Boreal forests have long been considered a stable and relatively low-risk investment environment. Strong governance frameworks, established legislation, and highly mechanised forestry operations have created predictability for investors and industry alike. Certification schemes and regulatory compliance have further reinforced the perception that nature-related risks are largely under control.
At the same time, this stability is built on production systems that are increasingly misaligned with ecological reality. Large parts of boreal landscapes are managed as even-aged monocultures, optimised for short-term yields rather than long-term resilience. These systems are inherently vulnerable to climate-driven disturbances such as pests, pathogens, drought, extreme winds and fire. Many of the most material risks to forests are compounding, spatial and systemic — and therefore invisible to traditional, compliance-based risk screening.
Historically, nature risk management in forestry investments has focused on immediate operational risks and static safeguards. Certification has functioned as a baseline rather than a tool for anticipating future risk trajectories or enabling positive nature outcomes. Data collection has largely served disclosure needs and the immediate needs of forest management and wood supply, not decision-making related to long-term resilience. As a result, investors often lack forward-looking insight into how risks evolve over time, or how management choices today shape resilience and value tomorrow.
This is where investor expectations are now shifting. New investor initiatives signal a move away from purely defensive risk management towards strategies that explicitly consider outcomes, planetary boundaries and long-term system stability. Investors are increasingly asking not only how negative impacts are avoided, but how portfolios can remain viable — and even contribute positively — in rapidly changing ecological conditions.
Luontoa supports this transition by helping investors translate high-level nature commitments into practical, decision-relevant analysis. We work with spatially explicit data, scenario modelling and adaptation analysis to make nature-related risks visible before they materialise. Equally important, we help identify where risk mitigation and adaptation can be aligned with nature-positive outcomes, consistent with the Do No Significant Harm principle.
Rather than replacing existing safeguards such as certification schemes or regulatory compliance, Luontoa complements them. Certification remains an essential baseline, but it has yet to become a tool to forecast climate-biodiversity risk dynamics or to guide adaptive management at portfolio scale. As standards evolve, investors need additional tools that connect site- and portfolio-level realities with strategic investment decisions. For investors, this means moving from static assurances towards dynamic understanding. Managing nature risk is no longer only about avoiding harm, but rather about safeguarding long-term value, resilience and credibility in a world where ecological limits are becoming the defining investment constraint.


TASK GOAL →
Some lines in the material below hold the word "button". Copy all of them.

Segment Open

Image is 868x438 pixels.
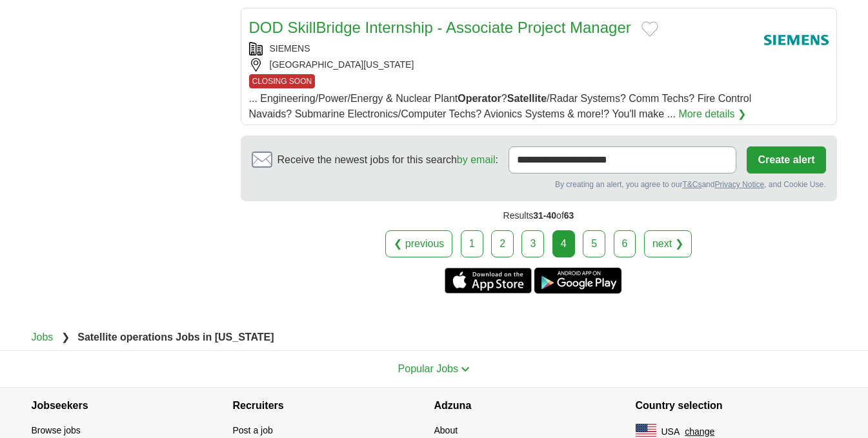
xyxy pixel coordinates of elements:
[233,425,273,435] a: Post a job
[642,21,658,37] button: Add to favorite jobs
[764,16,829,65] img: Siemens logo
[61,331,70,343] span: ❯
[249,18,631,36] a: DOD SkillBridge Internship - Associate Project Manager
[678,107,746,122] a: More details ❯
[564,211,574,220] span: 63
[491,231,514,258] a: 2
[507,93,546,104] strong: Satellite
[249,74,316,88] span: CLOSING SOON
[583,231,605,258] a: 5
[249,93,752,120] span: ... Engineering/Power/Energy & Nuclear Plant ? /Radar Systems? Comm Techs? Fire Control Navaids? ...
[635,388,837,424] h4: Country selection
[682,180,701,189] a: T&Cs
[249,58,753,72] div: [GEOGRAPHIC_DATA][US_STATE]
[270,43,310,53] a: SIEMENS
[461,366,469,372] img: toggle icon
[445,268,531,294] a: Get the iPhone app
[240,201,837,231] div: Results of
[31,331,53,343] a: Jobs
[714,180,764,189] a: Privacy Notice
[457,93,502,104] strong: Operator
[461,231,483,258] a: 1
[746,147,825,174] button: Create alert
[434,425,458,435] a: About
[533,211,556,220] span: 31-40
[521,231,544,258] a: 3
[252,178,826,191] div: By creating an alert, you agree to our and , and Cookie Use.
[277,152,498,168] span: Receive the newest jobs for this search :
[457,154,496,165] a: by email
[398,364,458,374] span: Popular Jobs
[78,331,274,343] strong: Satellite operations Jobs in [US_STATE]
[31,425,80,435] a: Browse jobs
[534,268,621,294] a: Get the Android app
[552,231,575,258] div: 4
[614,231,636,258] a: 6
[644,231,691,258] a: next ❯
[385,231,452,258] a: ❮ previous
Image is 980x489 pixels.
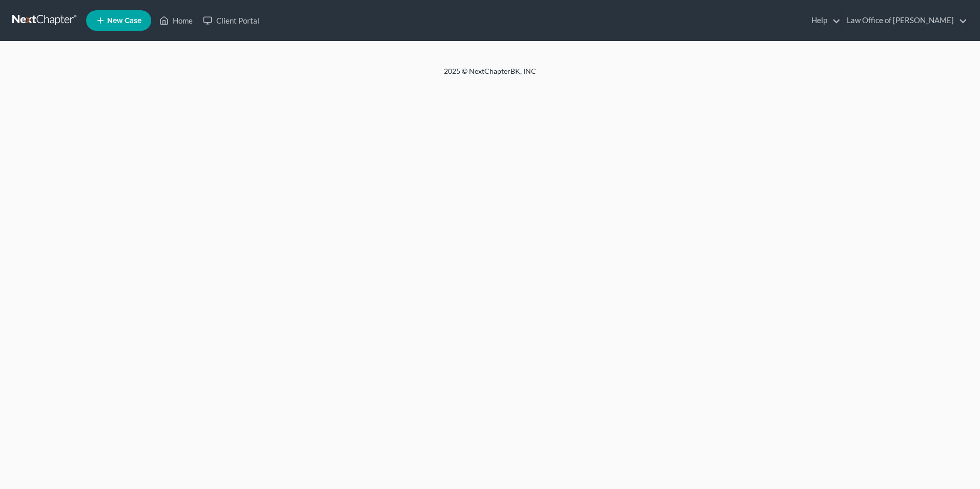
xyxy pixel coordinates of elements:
[198,66,782,85] div: 2025 © NextChapterBK, INC
[841,12,967,30] a: Law Office of [PERSON_NAME]
[806,12,841,30] a: Help
[154,12,198,30] a: Home
[198,12,264,30] a: Client Portal
[86,10,151,31] new-legal-case-button: New Case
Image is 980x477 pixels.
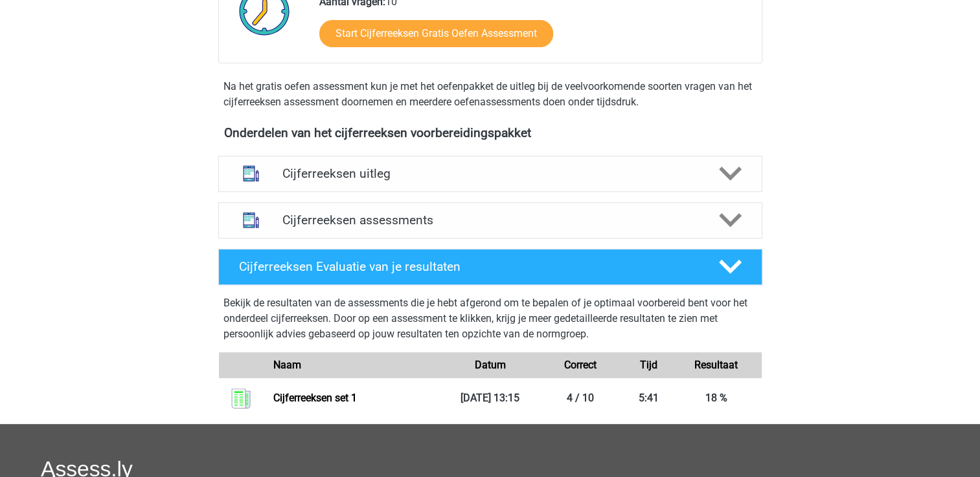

Segment Closed

RESULT FOR THIS EXERCISE →
[642,21,658,37] button: Add to favorite jobs
[746,147,825,174] button: Create alert
[86,10,151,31] new-legal-case-button: New Case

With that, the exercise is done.